Held: NO. We find that no grave abuse of discretion was committed by the trial court. In its order
granting execution pending appeal: It is of judicial notice that for the public official elected last May 14, 2001 elections only a short period is left. Relative to this Courts jurisdiction over the instant case, the settled rule that the mere filing of the notice of appeal does not divest the trial court of its jurisdiction over the case and to resolve pending incidents. While it was indeed held that shortness of the remaining term of office and posting a bond are not good reasons, we clearly stated in Fermo v.

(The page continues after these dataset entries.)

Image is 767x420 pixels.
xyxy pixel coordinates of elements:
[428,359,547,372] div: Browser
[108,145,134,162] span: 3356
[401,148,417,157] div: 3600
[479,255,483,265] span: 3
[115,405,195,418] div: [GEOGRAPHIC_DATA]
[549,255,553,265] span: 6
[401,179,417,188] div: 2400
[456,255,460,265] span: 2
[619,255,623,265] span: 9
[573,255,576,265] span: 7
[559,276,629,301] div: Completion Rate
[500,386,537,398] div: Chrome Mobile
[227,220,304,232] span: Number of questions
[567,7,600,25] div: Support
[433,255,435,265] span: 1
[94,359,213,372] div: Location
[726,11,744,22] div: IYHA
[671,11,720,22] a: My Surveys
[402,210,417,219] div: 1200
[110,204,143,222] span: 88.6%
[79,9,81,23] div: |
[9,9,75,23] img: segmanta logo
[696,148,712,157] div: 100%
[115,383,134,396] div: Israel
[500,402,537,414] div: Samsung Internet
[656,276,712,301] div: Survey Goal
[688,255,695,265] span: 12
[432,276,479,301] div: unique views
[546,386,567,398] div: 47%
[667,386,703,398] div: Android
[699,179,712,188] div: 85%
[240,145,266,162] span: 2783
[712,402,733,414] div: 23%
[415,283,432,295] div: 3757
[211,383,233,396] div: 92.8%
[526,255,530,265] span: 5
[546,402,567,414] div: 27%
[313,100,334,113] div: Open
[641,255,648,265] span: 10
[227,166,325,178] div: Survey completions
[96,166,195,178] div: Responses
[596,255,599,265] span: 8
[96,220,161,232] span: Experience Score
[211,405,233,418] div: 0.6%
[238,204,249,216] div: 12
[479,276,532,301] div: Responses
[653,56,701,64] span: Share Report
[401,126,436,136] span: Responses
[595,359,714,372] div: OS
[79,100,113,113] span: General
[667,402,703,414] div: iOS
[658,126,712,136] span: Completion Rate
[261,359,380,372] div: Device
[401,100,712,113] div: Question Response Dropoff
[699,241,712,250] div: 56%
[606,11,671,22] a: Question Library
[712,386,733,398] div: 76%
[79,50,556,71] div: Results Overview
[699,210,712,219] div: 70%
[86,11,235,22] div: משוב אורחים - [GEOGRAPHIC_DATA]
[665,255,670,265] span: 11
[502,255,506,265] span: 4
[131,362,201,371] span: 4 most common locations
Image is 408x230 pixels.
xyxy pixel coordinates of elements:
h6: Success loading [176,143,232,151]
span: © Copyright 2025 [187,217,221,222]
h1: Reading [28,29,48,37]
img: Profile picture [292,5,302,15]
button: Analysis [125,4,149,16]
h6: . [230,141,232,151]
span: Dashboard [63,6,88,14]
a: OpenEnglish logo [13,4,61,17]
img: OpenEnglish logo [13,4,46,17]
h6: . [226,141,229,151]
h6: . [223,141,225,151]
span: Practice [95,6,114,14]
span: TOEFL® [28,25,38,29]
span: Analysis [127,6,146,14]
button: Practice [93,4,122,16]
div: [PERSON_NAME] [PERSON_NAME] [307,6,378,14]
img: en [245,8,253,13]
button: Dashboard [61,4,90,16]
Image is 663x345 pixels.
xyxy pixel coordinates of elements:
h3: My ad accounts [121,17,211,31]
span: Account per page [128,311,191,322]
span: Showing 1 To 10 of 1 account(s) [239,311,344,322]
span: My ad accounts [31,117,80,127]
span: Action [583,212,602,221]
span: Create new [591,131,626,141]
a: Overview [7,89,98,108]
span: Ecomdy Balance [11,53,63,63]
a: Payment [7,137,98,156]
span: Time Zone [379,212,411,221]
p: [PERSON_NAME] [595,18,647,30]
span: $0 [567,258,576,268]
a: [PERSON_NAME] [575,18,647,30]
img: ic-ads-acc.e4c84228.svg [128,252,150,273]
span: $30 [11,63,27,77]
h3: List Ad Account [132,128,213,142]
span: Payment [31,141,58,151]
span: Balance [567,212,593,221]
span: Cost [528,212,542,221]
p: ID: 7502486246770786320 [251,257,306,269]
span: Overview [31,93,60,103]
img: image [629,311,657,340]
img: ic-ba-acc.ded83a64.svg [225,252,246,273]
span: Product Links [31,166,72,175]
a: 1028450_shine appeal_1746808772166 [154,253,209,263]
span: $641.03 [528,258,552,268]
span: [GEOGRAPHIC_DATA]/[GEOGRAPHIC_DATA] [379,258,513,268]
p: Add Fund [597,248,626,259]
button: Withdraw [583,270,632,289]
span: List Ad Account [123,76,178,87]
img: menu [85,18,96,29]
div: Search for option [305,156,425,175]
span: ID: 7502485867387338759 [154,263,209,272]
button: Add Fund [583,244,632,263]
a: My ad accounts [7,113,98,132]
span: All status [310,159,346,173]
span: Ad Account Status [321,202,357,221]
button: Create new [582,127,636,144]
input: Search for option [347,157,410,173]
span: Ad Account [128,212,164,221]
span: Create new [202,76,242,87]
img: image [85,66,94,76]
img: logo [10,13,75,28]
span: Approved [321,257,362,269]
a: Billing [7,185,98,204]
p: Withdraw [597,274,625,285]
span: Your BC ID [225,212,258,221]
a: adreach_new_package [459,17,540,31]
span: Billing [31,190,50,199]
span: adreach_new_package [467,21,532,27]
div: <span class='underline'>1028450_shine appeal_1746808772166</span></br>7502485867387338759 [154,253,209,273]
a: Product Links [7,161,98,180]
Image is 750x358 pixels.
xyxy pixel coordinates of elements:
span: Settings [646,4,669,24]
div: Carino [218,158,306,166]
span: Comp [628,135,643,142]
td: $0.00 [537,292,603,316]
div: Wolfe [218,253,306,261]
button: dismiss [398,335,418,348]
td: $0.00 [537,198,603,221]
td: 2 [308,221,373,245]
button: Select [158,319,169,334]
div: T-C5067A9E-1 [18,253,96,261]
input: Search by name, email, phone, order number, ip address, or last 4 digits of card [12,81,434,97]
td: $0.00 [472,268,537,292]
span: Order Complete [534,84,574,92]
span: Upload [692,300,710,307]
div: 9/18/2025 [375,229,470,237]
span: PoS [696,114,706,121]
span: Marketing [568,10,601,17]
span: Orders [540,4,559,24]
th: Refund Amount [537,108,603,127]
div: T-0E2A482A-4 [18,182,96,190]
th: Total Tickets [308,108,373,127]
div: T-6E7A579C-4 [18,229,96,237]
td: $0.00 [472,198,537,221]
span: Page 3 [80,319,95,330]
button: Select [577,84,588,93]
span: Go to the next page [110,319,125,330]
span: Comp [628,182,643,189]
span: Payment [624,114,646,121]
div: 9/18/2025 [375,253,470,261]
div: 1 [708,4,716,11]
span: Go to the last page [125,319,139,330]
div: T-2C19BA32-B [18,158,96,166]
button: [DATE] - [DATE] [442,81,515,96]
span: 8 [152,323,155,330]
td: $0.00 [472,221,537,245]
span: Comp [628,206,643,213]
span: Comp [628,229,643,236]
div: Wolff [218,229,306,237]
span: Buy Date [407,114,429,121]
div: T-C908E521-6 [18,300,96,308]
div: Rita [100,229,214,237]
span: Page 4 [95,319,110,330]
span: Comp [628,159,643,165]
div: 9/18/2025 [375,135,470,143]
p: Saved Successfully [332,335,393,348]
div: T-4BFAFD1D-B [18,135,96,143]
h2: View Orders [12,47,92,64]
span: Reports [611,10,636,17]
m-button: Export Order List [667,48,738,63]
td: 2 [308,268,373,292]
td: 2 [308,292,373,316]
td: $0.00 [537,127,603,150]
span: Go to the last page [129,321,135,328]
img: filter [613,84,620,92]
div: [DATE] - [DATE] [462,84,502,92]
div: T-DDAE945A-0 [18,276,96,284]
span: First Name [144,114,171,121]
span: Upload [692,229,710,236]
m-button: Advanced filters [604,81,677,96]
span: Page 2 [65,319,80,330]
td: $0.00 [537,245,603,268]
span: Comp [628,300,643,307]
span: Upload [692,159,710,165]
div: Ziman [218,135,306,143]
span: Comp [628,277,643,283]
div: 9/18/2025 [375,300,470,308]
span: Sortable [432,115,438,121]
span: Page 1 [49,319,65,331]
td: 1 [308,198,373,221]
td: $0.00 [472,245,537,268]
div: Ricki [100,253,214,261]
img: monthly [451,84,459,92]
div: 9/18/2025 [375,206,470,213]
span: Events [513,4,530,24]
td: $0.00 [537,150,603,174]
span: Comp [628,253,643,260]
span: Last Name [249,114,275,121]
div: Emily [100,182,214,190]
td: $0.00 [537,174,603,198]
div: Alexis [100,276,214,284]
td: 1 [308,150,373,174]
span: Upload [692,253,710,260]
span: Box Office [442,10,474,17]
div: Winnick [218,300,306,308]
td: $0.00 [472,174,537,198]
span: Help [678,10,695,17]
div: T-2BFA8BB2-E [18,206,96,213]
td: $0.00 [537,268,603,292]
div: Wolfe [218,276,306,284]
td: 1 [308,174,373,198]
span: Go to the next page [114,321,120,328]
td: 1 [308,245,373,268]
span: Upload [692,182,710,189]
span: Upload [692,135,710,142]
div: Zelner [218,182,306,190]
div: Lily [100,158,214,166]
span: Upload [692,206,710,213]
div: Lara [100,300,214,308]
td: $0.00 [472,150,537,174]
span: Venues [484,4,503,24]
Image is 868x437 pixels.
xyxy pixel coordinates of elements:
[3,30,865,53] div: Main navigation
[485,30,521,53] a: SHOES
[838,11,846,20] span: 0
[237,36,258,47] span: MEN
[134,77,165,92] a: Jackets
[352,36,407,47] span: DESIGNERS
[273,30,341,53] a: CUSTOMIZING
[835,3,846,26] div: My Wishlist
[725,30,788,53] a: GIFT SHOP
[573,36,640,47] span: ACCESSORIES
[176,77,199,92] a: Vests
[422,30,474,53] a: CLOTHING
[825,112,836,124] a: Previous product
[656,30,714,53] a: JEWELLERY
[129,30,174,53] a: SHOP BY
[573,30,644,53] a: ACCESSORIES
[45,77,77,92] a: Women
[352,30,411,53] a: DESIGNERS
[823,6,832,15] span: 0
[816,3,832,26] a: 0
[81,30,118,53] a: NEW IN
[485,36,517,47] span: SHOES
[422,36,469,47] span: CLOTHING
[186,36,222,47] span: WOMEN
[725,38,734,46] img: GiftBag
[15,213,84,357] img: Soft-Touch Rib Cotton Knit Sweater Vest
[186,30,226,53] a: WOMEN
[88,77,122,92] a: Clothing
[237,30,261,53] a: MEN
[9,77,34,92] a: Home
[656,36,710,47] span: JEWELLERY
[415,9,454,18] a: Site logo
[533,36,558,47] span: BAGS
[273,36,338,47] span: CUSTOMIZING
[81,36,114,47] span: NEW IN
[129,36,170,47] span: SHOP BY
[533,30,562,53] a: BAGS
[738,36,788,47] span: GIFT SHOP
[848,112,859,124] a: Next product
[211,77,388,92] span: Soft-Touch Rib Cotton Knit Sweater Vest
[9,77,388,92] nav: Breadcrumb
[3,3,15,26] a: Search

COMELEC that: A valid exercise of the discretion to allow execution pending appeal requires that it should be based "upon good reasons to be stated in a special order." The following constitute "good reasons" and a combination of two or more of them will suffice to grant execution pending appeal: (1.) public interest involved or will of the electorate; (2.) the shortness of the remaining portion of the term of the contested office; and (3.) the length of time that the election contest has been pending (italics supplied). The decision of the trial court in the Election Protest was rendered on April 2, 2002, or after almost one year of trial and revision of the questioned ballots. It found petitioner as the candidate with the plurality of votes. Respondent appealed the said decision to the COMELEC. In the meantime, the three-year term of the Office of the Mayor continued to run. The will of the electorate, as determined by the trial court in the election protest, had to be respected and given meaning. The Municipality of Balingoan, Misamis Oriental,
needed the services of a mayor even while the election protest was pending, and it had to be the candidate judicially determined to have been chosen by the people. Between the determination by the trial court of who of the candidates won the elections and the finding of the Board of Canvassers as to whom to proclaim, it is the courts decision that should prevail. To deprive trial courts of their discretion to grant execution pending appeal would, in the words of Tobon Uy v. COMELEC, bring back the ghost of the "grab-the-proclamation-prolong the protest" techniques so often resorted to by devious politicians in the past in their efforts to perpetuate their hold to an elective office. This would, as a consequence, lay to waste the will of the electorate.